1
votes

SSRS, 2008R2.

I'm trying to avoid the report auto-running. From what I've read, if you have a required parameter with no default value, then your report will not auto-run. I have default values on all of my parameters, except for one, but that parameter is nullable.

In VS, I set this parameter to not use an optional value, but when I preview in VS, or publish to SSRS and load it, the report auto-runs, with a default value of Null. In SSRS when I manage the report, it shows Null as the default value. I can uncheck it in SSRS and save it there, but I'm trying to avoid making changes directly on the SSRS server, and would rather do it in the RDL.

Actually, what I really need is the parameter to not get assigned a default value of Null, inside of VS (in the RDL) instead of having to mark it on the server.

If I remove the nullable option for the parameter in VS, then it doesn't auto-run, but Null is a valid value for this parameter.

I've read some hacks like putting in another parameter that's not used, or manipulating the HTML/CSS when rendering the report viewer to the user, but I'm hoping for a real solution that doesn't require any hacks or any changes on the SSRS server.
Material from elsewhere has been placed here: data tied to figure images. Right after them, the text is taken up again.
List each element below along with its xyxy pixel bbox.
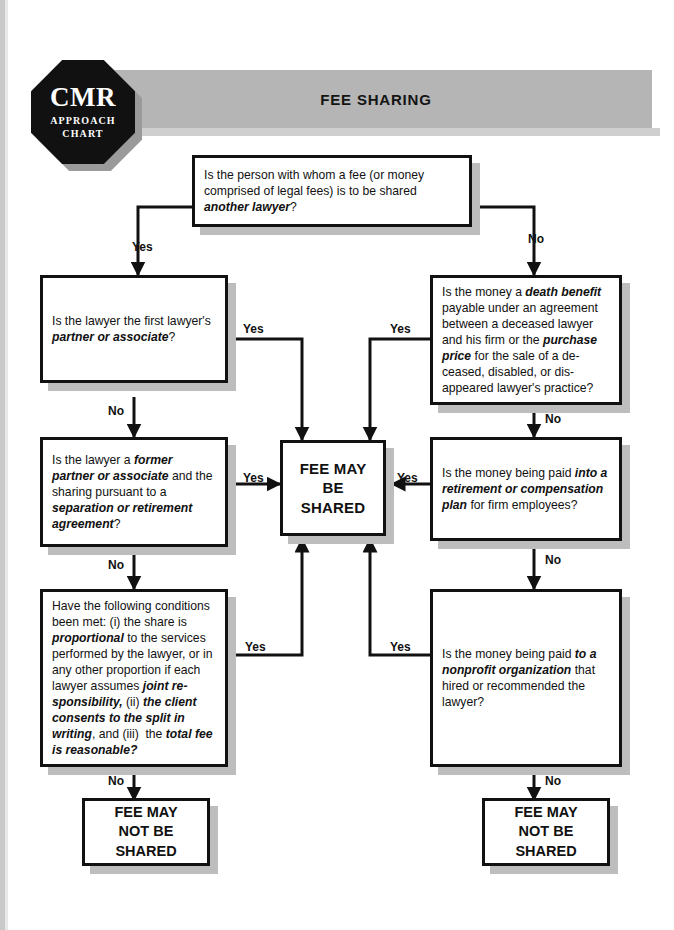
result-box-fee-may-be-shared[interactable]: FEE MAYBESHARED xyxy=(280,440,386,536)
result-text-fee-may-be-shared: FEE MAYBESHARED xyxy=(283,459,383,518)
decision-box-death-benefit[interactable]: Is the money a death benefit payable und… xyxy=(430,275,622,405)
decision-text-conditions: Have the following conditions been met: … xyxy=(43,598,225,759)
decision-box-another-lawyer[interactable]: Is the person with whom a fee (or money … xyxy=(192,155,472,227)
edge-nonprofit-yes xyxy=(370,539,430,655)
edge-label-root-yes: Yes xyxy=(132,240,153,254)
edge-label-conditions-yes: Yes xyxy=(245,640,266,654)
edge-label-retirement-no: No xyxy=(545,553,561,567)
decision-text-former-partner: Is the lawyer a former partner or associ… xyxy=(43,452,225,532)
edge-root-no xyxy=(472,207,534,275)
approach-chart-page: FEE SHARING CMR APPROACH CHART xyxy=(0,0,674,930)
decision-box-partner-or-associate[interactable]: Is the lawyer the first lawyer's partner… xyxy=(40,275,228,383)
result-box-fee-may-not-be-shared-right[interactable]: FEE MAYNOT BESHARED xyxy=(482,798,610,866)
decision-text-retirement-plan: Is the money being paid into a retiremen… xyxy=(433,465,619,513)
edge-label-partner-yes: Yes xyxy=(243,322,264,336)
result-text-fee-may-not-be-shared-left: FEE MAYNOT BESHARED xyxy=(85,803,207,862)
edge-label-retirement-yes: Yes xyxy=(397,471,418,485)
edge-conditions-yes xyxy=(228,539,302,655)
result-text-fee-may-not-be-shared-right: FEE MAYNOT BESHARED xyxy=(485,803,607,862)
edge-label-root-no: No xyxy=(528,232,544,246)
decision-box-retirement-plan[interactable]: Is the money being paid into a retiremen… xyxy=(430,437,622,541)
decision-box-nonprofit[interactable]: Is the money being paid to a nonprofit o… xyxy=(430,589,622,767)
edge-death-yes xyxy=(370,339,430,440)
result-box-fee-may-not-be-shared-left[interactable]: FEE MAYNOT BESHARED xyxy=(82,798,210,866)
edge-label-nonprofit-yes: Yes xyxy=(390,640,411,654)
edge-label-partner-no: No xyxy=(108,404,124,418)
decision-text-partner-or-associate: Is the lawyer the first lawyer's partner… xyxy=(43,313,225,345)
edge-label-death-no: No xyxy=(545,412,561,426)
edge-label-death-yes: Yes xyxy=(390,322,411,336)
decision-box-former-partner[interactable]: Is the lawyer a former partner or associ… xyxy=(40,437,228,547)
decision-box-conditions[interactable]: Have the following conditions been met: … xyxy=(40,589,228,767)
edge-label-conditions-no: No xyxy=(108,774,124,788)
decision-text-death-benefit: Is the money a death benefit payable und… xyxy=(433,284,619,397)
decision-text-another-lawyer: Is the person with whom a fee (or money … xyxy=(195,167,469,215)
edge-label-former-yes: Yes xyxy=(243,471,264,485)
edge-label-nonprofit-no: No xyxy=(545,774,561,788)
edge-label-former-no: No xyxy=(108,558,124,572)
decision-text-nonprofit: Is the money being paid to a nonprofit o… xyxy=(433,646,619,710)
edge-partner-yes xyxy=(228,339,302,440)
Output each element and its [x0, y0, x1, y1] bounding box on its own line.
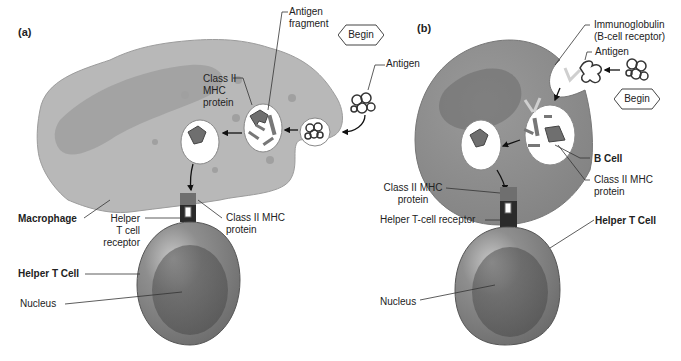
helper-t-receptor-label-b: Helper T-cell receptor — [380, 214, 475, 226]
label-line: protein — [380, 194, 446, 206]
label-line: receptor — [100, 237, 140, 249]
class2-mhc-inner-label: Class II MHC protein — [203, 73, 236, 109]
class2-mhc-outer-label: Class II MHC protein — [226, 212, 285, 236]
label-line: T cell — [100, 225, 140, 237]
label-line: fragment — [289, 18, 328, 30]
helper-t-cell-label-a: Helper T Cell — [18, 268, 79, 280]
macrophage-label: Macrophage — [18, 213, 77, 225]
begin-marker-b: Begin — [614, 88, 660, 110]
label-line: (B-cell receptor) — [594, 31, 665, 43]
immunoglobulin-icon — [565, 68, 580, 80]
diagram-art — [0, 0, 681, 361]
antigen-icon — [580, 61, 601, 82]
b-cell-label: B Cell — [594, 153, 622, 165]
mhc-protein-icon — [180, 193, 196, 205]
vesicle-antigen — [300, 118, 330, 146]
panel-a-label: (a) — [18, 26, 31, 38]
label-line: Class II MHC — [226, 212, 285, 224]
label-line: Helper — [100, 213, 140, 225]
label-line: Antigen — [289, 6, 328, 18]
label-line: Class II — [203, 73, 236, 85]
label-line: Class II MHC — [594, 174, 653, 186]
nucleus — [152, 245, 228, 335]
antigen-icon — [351, 93, 375, 113]
begin-label: Begin — [338, 29, 384, 40]
antigen-icon — [626, 59, 648, 80]
begin-label: Begin — [614, 93, 660, 104]
nucleus — [472, 247, 548, 337]
class2-mhc-left-label: Class II MHC protein — [380, 182, 446, 206]
label-line: protein — [203, 97, 236, 109]
antigen-fragment-label: Antigen fragment — [289, 6, 328, 30]
label-line: protein — [226, 224, 285, 236]
nucleus-label-a: Nucleus — [20, 298, 56, 310]
antigen-label-a: Antigen — [386, 58, 420, 70]
mhc-protein-icon — [500, 187, 517, 201]
class2-mhc-right-label: Class II MHC protein — [594, 174, 653, 198]
label-line: Immunoglobulin — [594, 19, 665, 31]
label-line: MHC — [203, 85, 236, 97]
immunoglobulin-label: Immunoglobulin (B-cell receptor) — [594, 19, 665, 43]
helper-t-receptor-label-a: Helper T cell receptor — [100, 213, 140, 249]
label-line: Class II MHC — [380, 182, 446, 194]
panel-b-label: (b) — [417, 22, 431, 34]
begin-marker-a: Begin — [338, 24, 384, 46]
nucleus-label-b: Nucleus — [380, 296, 416, 308]
antigen-label-b: Antigen — [595, 46, 629, 58]
label-line: protein — [594, 186, 653, 198]
helper-t-cell-label-b: Helper T Cell — [595, 215, 656, 227]
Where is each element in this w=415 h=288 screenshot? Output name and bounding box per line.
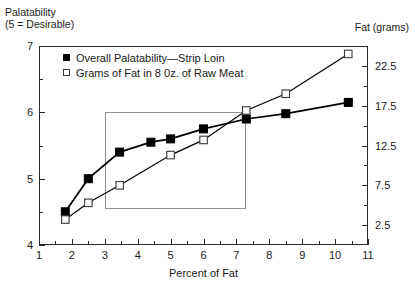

This is a date/time parameter, if that matters.

Any thoughts?

1
Have you tried opening the code view and looking at your nullable parameter? Maybe it's got a default value tag that you can remove.Tab Alleman
Yep, there's nothing there, just <ReportParameter Name="EnterDateTo"> <DataType>DateTime</DataType> <Nullable>true</Nullable> <Prompt>Enter Date To</Prompt> </ReportParameter>Joe Enos
It's kind of a hack, but I think I would make the parameter non-nullable, and offer an option that has "NULL" for a label, but passes something like "1/1/1900" for a value, which your back-end SQL would have to translate to NULL. I don't know of any less hack-y solution.Tab Alleman
I'll suggest it as an answer in case you decide to go with it. :)Tab Alleman

1 Answers

1
votes

It's kind of a hack, but I think I would make the parameter non-nullable, and offer an option that has "NULL" for a label, but passes something like "1/1/1900" for a value, which your back-end SQL would have to translate to NULL. I don't know of any less hack-y solution.